We cannot run away from feeling, we must know it. Feeling is just feeling, happiness is just happiness, unhappiness is just unhappiness. They are simply that. So why should we cling to them? If the mind is clever, simply to hear this is enough to enable us to separate feeling from the mind.

If we investigate like this continuously the mind will find release, but it’s not escaping through ignorance. The mind lets go, but it knows. It doesn’t let go through stupidity, not because it doesn’t want things to be the way they are. It lets go because it knows according to the truth. This is seeing nature, the reality that’s all around us.

When we know this we are someone who’s skilled with the mind, we are skilled with mental impressions. When we are skilled with mental impressions we are skilled with the world. This is to be a ‘knower of the world.’ The Buddha was someone who clearly knew the world with all its difficulty. He knew the troublesome, and that which was not troublesome was right there. This world is so confusing, how is it that the Buddha was able to know it? Here we should understand that the Dhamma taught by the Buddha is not beyond our ability. In all postures we should have presence of mind and self awareness – and when it’s time to sit meditation we do that.

We sit in meditation to establish peacefulness and cultivate mental energy. We don’t do it in order to play around at anything special. Insight meditation is sitting in samādhi itself. At some places they say, ”Now we are going to sit in samādhi, after that we’ll do insight meditation.” Don’t divide them like this! Tranquillity is the base which gives rise to wisdom; wisdom is the fruit of tranquillity. To say that now we are going to do calm meditation, later we’ll do insight – you can’t do that! You can only divide them in speech. Just like a knife, the blade is on one side, the back of the blade on the other. You can’t divide them. If you pick up one side you get both sides. Tranquillity gives rise to wisdom like this.

Morality is the father and mother of Dhamma. In the beginning we must have morality. Morality is peace. This means that there are no wrong doings in body or speech. When we don’t do wrong then we don’t get agitated; when we don’t become agitated then peace and collectedness arise within the mind.

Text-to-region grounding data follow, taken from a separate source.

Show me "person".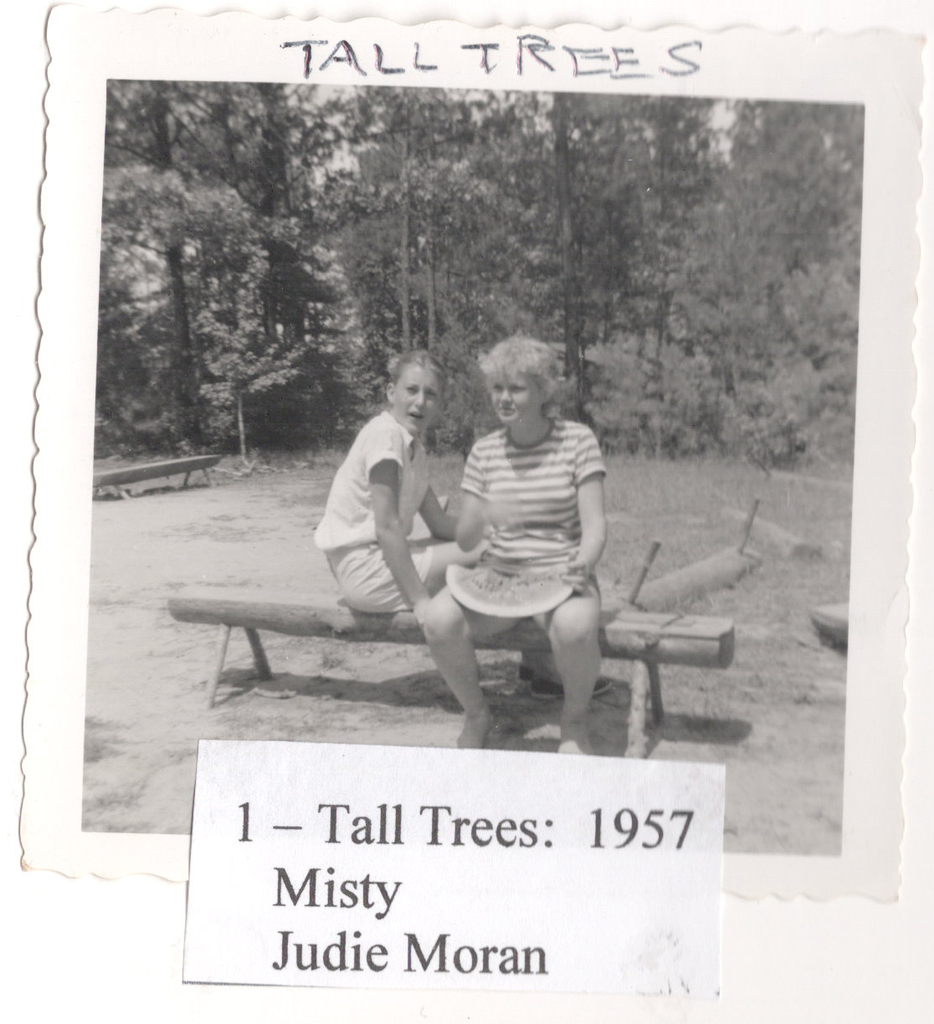
"person" is here: region(294, 350, 613, 695).
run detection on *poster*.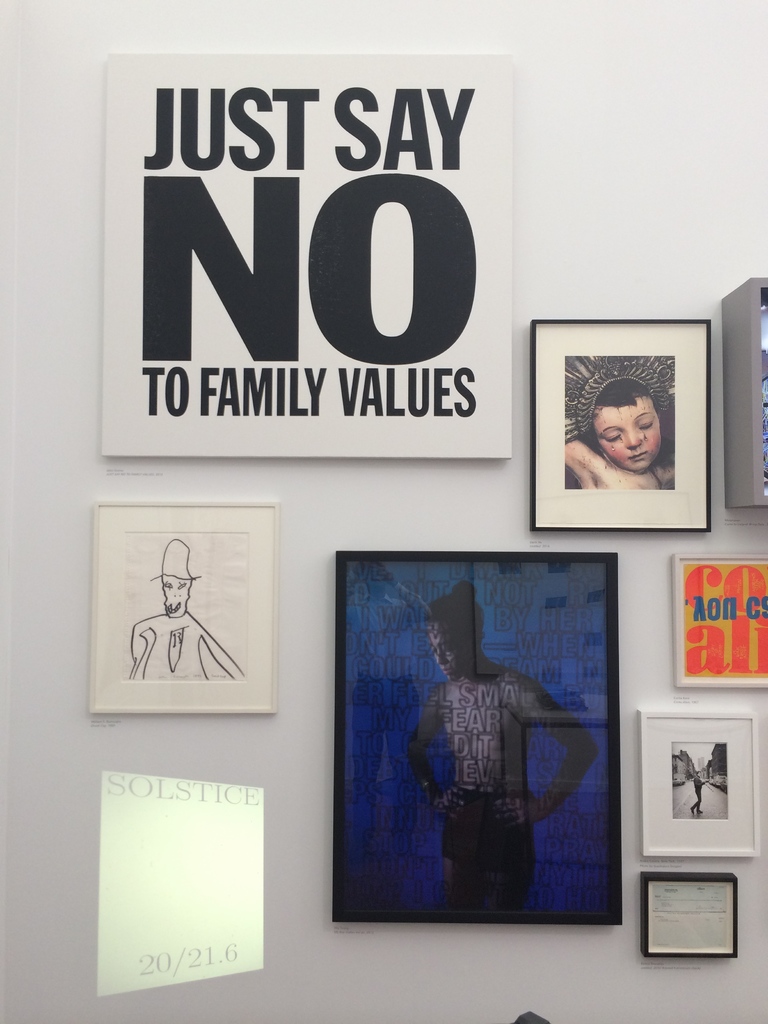
Result: 527 312 708 534.
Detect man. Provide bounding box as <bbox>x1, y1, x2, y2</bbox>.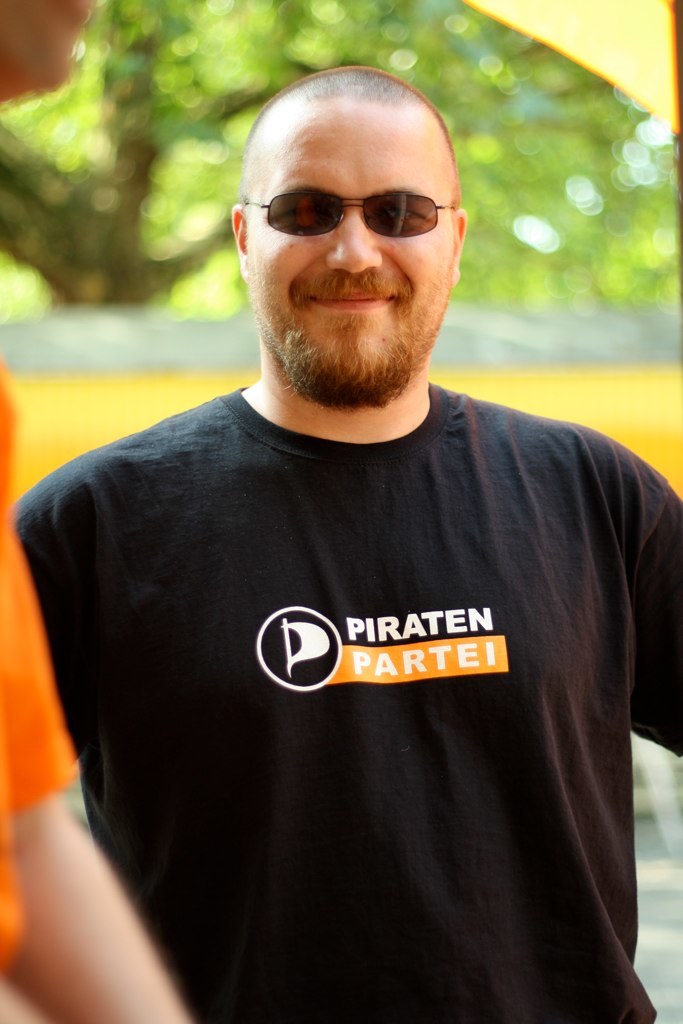
<bbox>13, 10, 663, 1019</bbox>.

So we say that morality, concentration and wisdom are the path on which all the Noble Ones have walked to enlightenment. They are all one. Morality is concentration, concentration is morality. Concentration is wisdom, wisdom is concentration. It’s like a mango. When it’s a flower we call it a flower. When it becomes a fruit we call it a mango. When it ripens we call it a ripe mango. It’s all one mango but it continually changes. The big mango grows from the small mango, the small mango becomes a big one. You can call them different fruits or all one. Morality, concentration and wisdom are related like this. In the end it’s all the path that leads to enlightenment.

The mango, from the moment it first appears as a flower, simply grows to ripeness. This is enough, we should see it like this. Whatever others call it, it doesn’t matter. Once it’s born it grows to old age, and then where? We should contemplate this.

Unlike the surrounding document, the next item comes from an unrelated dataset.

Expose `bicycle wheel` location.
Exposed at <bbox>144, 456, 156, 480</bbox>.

Some people don’t want to be old. When they get old they become depressed. These people shouldn’t eat ripe mangoes! Why do we want the mangoes to be ripe? If they’re not ripe in time, we ripen them artificially, don’t we? But when we become old we are filled with regret. Some people cry, they’re afraid to get old or die. If it’s like this then they shouldn’t eat ripe mangoes, better eat just the flowers! If we can see this then we can see the Dhamma. Everything clears up, we are at peace. Just determine to practise like that.

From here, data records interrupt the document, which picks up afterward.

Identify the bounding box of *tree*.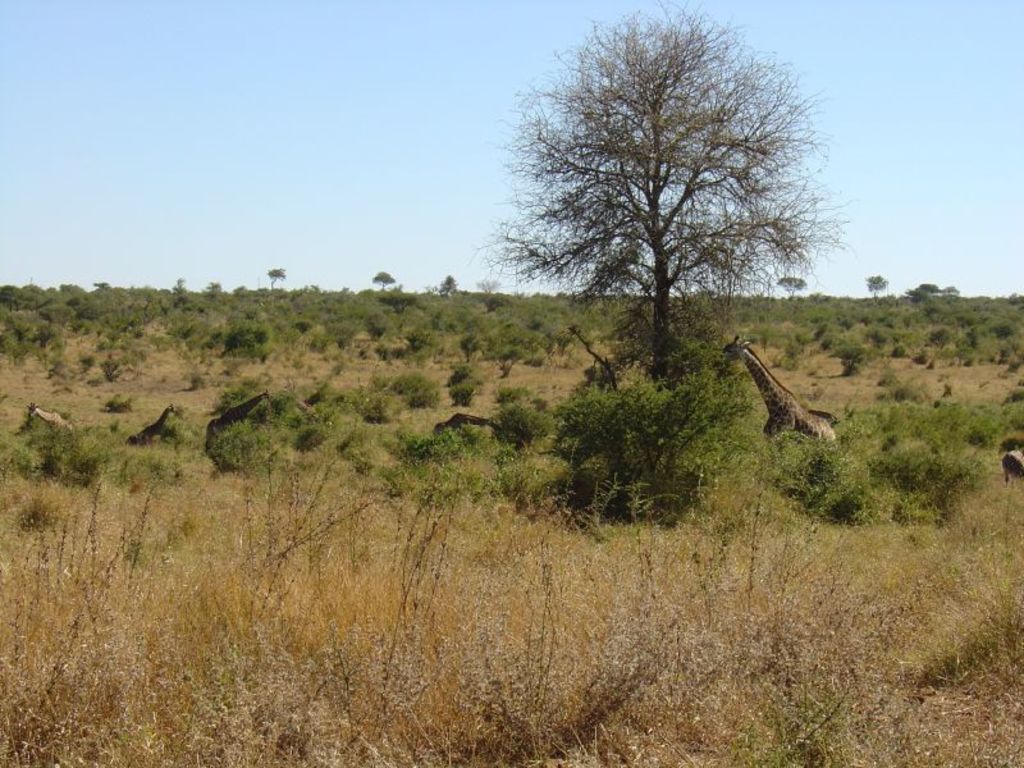
BBox(262, 262, 283, 291).
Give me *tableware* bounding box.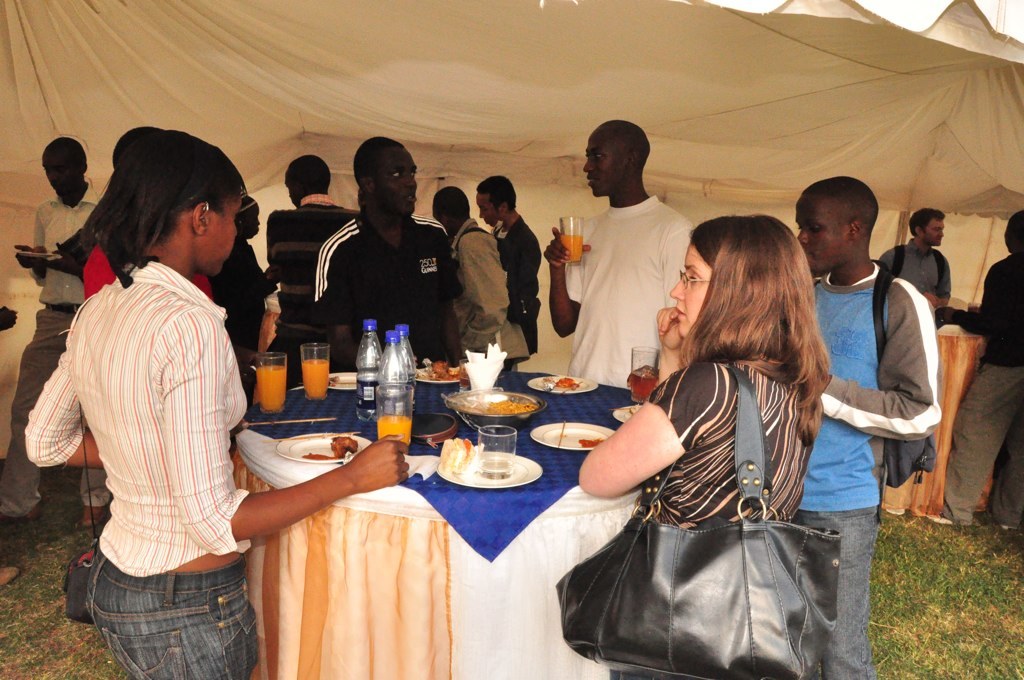
locate(630, 349, 661, 402).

Today the Chief Privy Councillor and his party have come together to hear the Dhamma. You should take what I’ve said and contemplate it. If anything is not right, please excuse me. But for you to know whether it’s right or wrong depends on your practising and seeing for yourselves. Whatever’s wrong, throw it out. If it’s right then take it and use it. But actually we practise in order to let go of both right and wrong. In the end we just throw everything out. If it’s right, throw it out; wrong, throw it out! Usually if it’s right we cling to rightness, if it’s wrong we hold it to be wrong, and then arguments follow. But the Dhamma is the place where there’s nothing – nothing at all.